I've occasionally had things spontaneously break. Most recently the cryptography package just stopped installing on deployment. Had to add a pip upgrade on deploy, which somehow prevented the AMI I was using from installing some of its requirements. Had to add those packages to my project requirements.
Also some of the data analysis packages don't work with virtualenv.
Most deploy scripts I've seen tend to do this. Which is insane in my opinion, but the python toolset encourage this kind of approach by making it the default easy thing to do.
That's one of the things I prefer about Go: the compiler can cross-compile, so I can compile the entire codebase on my osx machine and produce a single statically linked linux binary that I can just copy over scp to the server. Deployment becomes infinitely simpler.
> Most deploy scripts I've seen tend to do this. Which is insane in my opinion [...]
Also, most programmers don't know a thing about administering servers.
Ubiquity doesn't mean that it's a proper way, as you clearly see yourself.
> [...] the python toolset encourage this kind of approach by making it the default easy thing to do.
It's not quite the fault of Python tooling in particular. It's really the
easiest way in general. Similarly, the easiest way to deploy a unix daemon is
to run it as root user, because the daemon will have automatically access to
all files and directories it needs (data storage, temporary files, sockets,
pidfiles, log files). Anything else that is easier to manage requires to put
a non-zero effort.
> That's one of the things I prefer about Go: [static linking]
Static linking has its own share of administrative problems. It's not all nice
and dandy.
For a number of reasons, I haven't bothered to do a complex build/deploy process. I write in python, I freeze the requirements into requirements.txt, and I type "eb deploy". Anything else is overkill for me.
And then you have different lists of installed packages in your development
environment and in the production and even between two different production
servers (which can silently and/or subtly break your software), and you need
to manually install all the C/C++ libraries and compilers and non-Python tools
and whatnot, and the upgrade process takes a lot of time and can break on
problems with PyPI and/or packages that went missing, and you can't even
sensibly downgrade your software to an earlier version.
Yes, avoiding learning how to properly package and deploy your software is
totally worth this cost.
Python does not really have a "build" step. _That_ is the problem.
I think Heroku also played a role in prolifirating the idea that you can just push your code (from a git repo) to a server, and the server will take care of deploying it. Which usually means the server will install all the dependencies from pip during the process.
Also some of the data analysis packages don't work with virtualenv.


#### [Task statement]
Restate the data exactly as given and keep the pictures out.

** Data for this task follows **

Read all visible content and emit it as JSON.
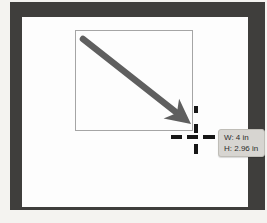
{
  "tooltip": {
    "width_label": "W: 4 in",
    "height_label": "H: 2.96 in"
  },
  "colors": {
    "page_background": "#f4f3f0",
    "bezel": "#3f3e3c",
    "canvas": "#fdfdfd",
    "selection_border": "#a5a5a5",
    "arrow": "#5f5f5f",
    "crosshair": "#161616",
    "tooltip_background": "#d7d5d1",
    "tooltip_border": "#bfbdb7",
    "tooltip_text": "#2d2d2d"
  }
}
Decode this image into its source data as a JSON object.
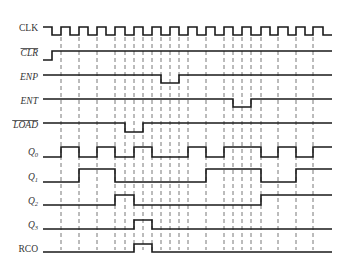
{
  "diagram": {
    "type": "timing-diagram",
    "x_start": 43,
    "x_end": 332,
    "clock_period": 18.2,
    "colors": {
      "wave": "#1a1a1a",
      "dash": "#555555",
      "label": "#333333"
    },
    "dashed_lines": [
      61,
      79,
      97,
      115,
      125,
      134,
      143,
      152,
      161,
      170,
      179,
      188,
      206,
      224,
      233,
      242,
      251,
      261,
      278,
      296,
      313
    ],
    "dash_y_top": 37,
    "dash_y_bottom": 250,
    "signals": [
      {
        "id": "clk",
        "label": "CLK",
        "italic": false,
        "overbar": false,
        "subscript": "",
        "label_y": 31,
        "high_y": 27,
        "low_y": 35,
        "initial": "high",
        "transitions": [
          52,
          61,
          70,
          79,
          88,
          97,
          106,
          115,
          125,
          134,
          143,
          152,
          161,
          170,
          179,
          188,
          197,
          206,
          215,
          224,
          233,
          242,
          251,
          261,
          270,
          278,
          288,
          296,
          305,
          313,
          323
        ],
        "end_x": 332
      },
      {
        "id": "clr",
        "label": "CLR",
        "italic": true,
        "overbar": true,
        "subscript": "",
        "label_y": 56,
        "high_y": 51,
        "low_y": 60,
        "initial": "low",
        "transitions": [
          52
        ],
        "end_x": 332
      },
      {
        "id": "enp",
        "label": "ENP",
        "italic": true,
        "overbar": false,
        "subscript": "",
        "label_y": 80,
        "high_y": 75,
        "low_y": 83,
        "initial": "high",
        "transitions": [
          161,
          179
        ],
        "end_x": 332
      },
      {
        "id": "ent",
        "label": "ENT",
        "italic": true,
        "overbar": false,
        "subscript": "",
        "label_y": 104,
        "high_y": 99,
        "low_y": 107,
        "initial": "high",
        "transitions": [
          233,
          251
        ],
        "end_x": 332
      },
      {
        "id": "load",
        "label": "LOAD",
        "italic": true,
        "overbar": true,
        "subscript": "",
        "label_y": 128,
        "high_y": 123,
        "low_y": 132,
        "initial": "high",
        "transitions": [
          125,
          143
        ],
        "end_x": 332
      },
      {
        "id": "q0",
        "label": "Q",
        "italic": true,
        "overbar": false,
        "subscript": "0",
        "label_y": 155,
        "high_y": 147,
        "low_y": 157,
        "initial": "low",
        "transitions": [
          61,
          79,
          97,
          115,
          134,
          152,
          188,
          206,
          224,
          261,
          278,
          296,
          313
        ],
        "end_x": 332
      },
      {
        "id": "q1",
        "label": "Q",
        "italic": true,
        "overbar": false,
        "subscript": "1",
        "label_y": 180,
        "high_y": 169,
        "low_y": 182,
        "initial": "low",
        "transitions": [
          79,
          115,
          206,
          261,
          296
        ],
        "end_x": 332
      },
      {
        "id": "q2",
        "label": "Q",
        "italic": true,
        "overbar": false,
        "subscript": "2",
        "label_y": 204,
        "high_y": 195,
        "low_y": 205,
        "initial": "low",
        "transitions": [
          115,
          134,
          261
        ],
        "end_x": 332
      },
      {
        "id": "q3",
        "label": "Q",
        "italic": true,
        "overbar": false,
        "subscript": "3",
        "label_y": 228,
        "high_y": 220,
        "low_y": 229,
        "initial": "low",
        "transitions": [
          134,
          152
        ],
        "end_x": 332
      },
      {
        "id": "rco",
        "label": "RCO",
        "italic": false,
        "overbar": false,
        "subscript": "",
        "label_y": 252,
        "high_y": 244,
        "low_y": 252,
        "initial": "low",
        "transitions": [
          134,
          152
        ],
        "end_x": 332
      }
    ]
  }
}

** End of Data for this task **

#### [Output for this task]
Read all visible content and emit it as JSON.
{
  "tooltip": {
    "width_label": "W: 4 in",
    "height_label": "H: 2.96 in"
  },
  "colors": {
    "page_background": "#f4f3f0",
    "bezel": "#3f3e3c",
    "canvas": "#fdfdfd",
    "selection_border": "#a5a5a5",
    "arrow": "#5f5f5f",
    "crosshair": "#161616",
    "tooltip_background": "#d7d5d1",
    "tooltip_border": "#bfbdb7",
    "tooltip_text": "#2d2d2d"
  }
}
Decode this image into its source data as a JSON object.
{
  "diagram": {
    "type": "timing-diagram",
    "x_start": 43,
    "x_end": 332,
    "clock_period": 18.2,
    "colors": {
      "wave": "#1a1a1a",
      "dash": "#555555",
      "label": "#333333"
    },
    "dashed_lines": [
      61,
      79,
      97,
      115,
      125,
      134,
      143,
      152,
      161,
      170,
      179,
      188,
      206,
      224,
      233,
      242,
      251,
      261,
      278,
      296,
      313
    ],
    "dash_y_top": 37,
    "dash_y_bottom": 250,
    "signals": [
      {
        "id": "clk",
        "label": "CLK",
        "italic": false,
        "overbar": false,
        "subscript": "",
        "label_y": 31,
        "high_y": 27,
        "low_y": 35,
        "initial": "high",
        "transitions": [
          52,
          61,
          70,
          79,
          88,
          97,
          106,
          115,
          125,
          134,
          143,
          152,
          161,
          170,
          179,
          188,
          197,
          206,
          215,
          224,
          233,
          242,
          251,
          261,
          270,
          278,
          288,
          296,
          305,
          313,
          323
        ],
        "end_x": 332
      },
      {
        "id": "clr",
        "label": "CLR",
        "italic": true,
        "overbar": true,
        "subscript": "",
        "label_y": 56,
        "high_y": 51,
        "low_y": 60,
        "initial": "low",
        "transitions": [
          52
        ],
        "end_x": 332
      },
      {
        "id": "enp",
        "label": "ENP",
        "italic": true,
        "overbar": false,
        "subscript": "",
        "label_y": 80,
        "high_y": 75,
        "low_y": 83,
        "initial": "high",
        "transitions": [
          161,
          179
        ],
        "end_x": 332
      },
      {
        "id": "ent",
        "label": "ENT",
        "italic": true,
        "overbar": false,
        "subscript": "",
        "label_y": 104,
        "high_y": 99,
        "low_y": 107,
        "initial": "high",
        "transitions": [
          233,
          251
        ],
        "end_x": 332
      },
      {
        "id": "load",
        "label": "LOAD",
        "italic": true,
        "overbar": true,
        "subscript": "",
        "label_y": 128,
        "high_y": 123,
        "low_y": 132,
        "initial": "high",
        "transitions": [
          125,
          143
        ],
        "end_x": 332
      },
      {
        "id": "q0",
        "label": "Q",
        "italic": true,
        "overbar": false,
        "subscript": "0",
        "label_y": 155,
        "high_y": 147,
        "low_y": 157,
        "initial": "low",
        "transitions": [
          61,
          79,
          97,
          115,
          134,
          152,
          188,
          206,
          224,
          261,
          278,
          296,
          313
        ],
        "end_x": 332
      },
      {
        "id": "q1",
        "label": "Q",
        "italic": true,
        "overbar": false,
        "subscript": "1",
        "label_y": 180,
        "high_y": 169,
        "low_y": 182,
        "initial": "low",
        "transitions": [
          79,
          115,
          206,
          261,
          296
        ],
        "end_x": 332
      },
      {
        "id": "q2",
        "label": "Q",
        "italic": true,
        "overbar": false,
        "subscript": "2",
        "label_y": 204,
        "high_y": 195,
        "low_y": 205,
        "initial": "low",
        "transitions": [
          115,
          134,
          261
        ],
        "end_x": 332
      },
      {
        "id": "q3",
        "label": "Q",
        "italic": true,
        "overbar": false,
        "subscript": "3",
        "label_y": 228,
        "high_y": 220,
        "low_y": 229,
        "initial": "low",
        "transitions": [
          134,
          152
        ],
        "end_x": 332
      },
      {
        "id": "rco",
        "label": "RCO",
        "italic": false,
        "overbar": false,
        "subscript": "",
        "label_y": 252,
        "high_y": 244,
        "low_y": 252,
        "initial": "low",
        "transitions": [
          134,
          152
        ],
        "end_x": 332
      }
    ]
  }
}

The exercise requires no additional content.